Reputation: 1208
I have this:
validateForm = () => {
for (let i = 0; i < formInputs.length; i++) {
const inputName = formInputs[i];
if (!this.state.form[inputName].length) {
return false;
}
}
}
which im refactoring in to this:
validateForm2 = () => {
Object.keys(this.state.form).map(input => {
if(!this.state.form[input].length) {
return false
}
return true;
})
}
the first one works, when i fill in my form and the function returns true, if one is empty it returns false.
however i cant seem to quite understand the return
keyword to get the same result.
Object.keys says it returns an array but even if I say return Object.keys...
or else {return true}
I don't seem to get the same result. what am I misunderstanding about return?
Upvotes: 0
Views: 68
Reputation: 61
I think you can avoid using .map
in favor of .every()
which iterates over every single element and checks whether it has a length greater than zero.
const validateForm = (form) => Object.values(form).every((field) => field.length);
let semiEmptyForm = {
firstField : "",
secondfield : "notEmpty"
};
let nonEmptyForm = {
firstField : "notEmpty",
secondfield : "notEmpty"
};
console.log(validateForm(semiEmptyForm))
console.log(validateForm(nonEmptyForm))
Upvotes: 0
Reputation: 15893
In the first example you have only one (arrow) function which returns either false
or undefined
.
In the second example you have outer (arrow) function that never returns anything - undefined
to the calling code, and the second function that you pass as a parameter to Array.map
method. return
statements inside the parameter function are not returning anything from the outer function.
validateForm2 = () => {
var emptyItems = Object.keys(this.state.form).filter(input => {
return !this.state.form[input].length;
});
return emptyItems.length == 0;
}
Upvotes: 1
Reputation: 386604
You could use Array#every
, which uses the return value for a short circuit and for returning the check of all truthy items.
validateForm2 = () =>
Object.keys(this.state.form).every(input => this.state.form[input].length);
Array#map
utilizes the return value as new item for each item of the array for a new array, which is dicarded in the given example.
Upvotes: 1
Reputation: 5041
You could modify your function to do what you want it to do.
validateForm2 = () => {
return Object.keys(this.state.form).every(input => {
return this.state.form[input].length;
})
}
You are checking that every property has a length (true). If one of them doesn't, your function returns false.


▸ **TASK BRIEF**
Look at each line of the listing. Copy those that hold the string "tick".

▸ **RECORDS FOR THIS TASK**

++++++++++

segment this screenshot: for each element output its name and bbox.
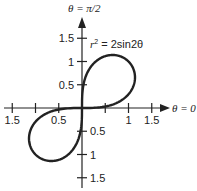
y-tick-label: 1.5 bbox=[90, 172, 105, 184]
x-axis-arrowhead bbox=[160, 104, 170, 112]
polar-axis-label: θ = 0 bbox=[172, 102, 196, 114]
equation-label: r2 = 2sin2θ bbox=[90, 38, 143, 50]
y-tick-label: 0.5 bbox=[90, 125, 105, 137]
y-tick-label: 1.5 bbox=[59, 32, 74, 44]
y-tick-label: 1 bbox=[90, 149, 96, 161]
y-axis-arrowhead bbox=[78, 17, 86, 28]
x-tick-label: 1.5 bbox=[5, 114, 20, 126]
vertical-axis-label: θ = π/2 bbox=[68, 2, 101, 14]
y-tick-label: 0.5 bbox=[59, 79, 74, 91]
x-tick-label: 1.5 bbox=[144, 114, 159, 126]
axes bbox=[4, 17, 170, 188]
x-tick-label: 0.5 bbox=[51, 114, 66, 126]
equation-rest: = 2sin2θ bbox=[98, 38, 143, 50]
x-tick-label: 1 bbox=[125, 114, 131, 126]
polar-chart: 1.50.511.51.510.50.511.5 θ = π/2 θ = 0 r… bbox=[0, 0, 197, 191]
y-tick-label: 1 bbox=[68, 56, 74, 68]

++++++++++

▸ **OUTPUT**
y-tick-label: 1.5 bbox=[90, 172, 105, 184]
y-tick-label: 0.5 bbox=[90, 125, 105, 137]
y-tick-label: 1.5 bbox=[59, 32, 74, 44]
y-tick-label: 1 bbox=[90, 149, 96, 161]
x-tick-label: 1.5 bbox=[5, 114, 20, 126]
y-tick-label: 0.5 bbox=[59, 79, 74, 91]
x-tick-label: 1.5 bbox=[144, 114, 159, 126]
x-tick-label: 0.5 bbox=[51, 114, 66, 126]
x-tick-label: 1 bbox=[125, 114, 131, 126]
y-tick-label: 1 bbox=[68, 56, 74, 68]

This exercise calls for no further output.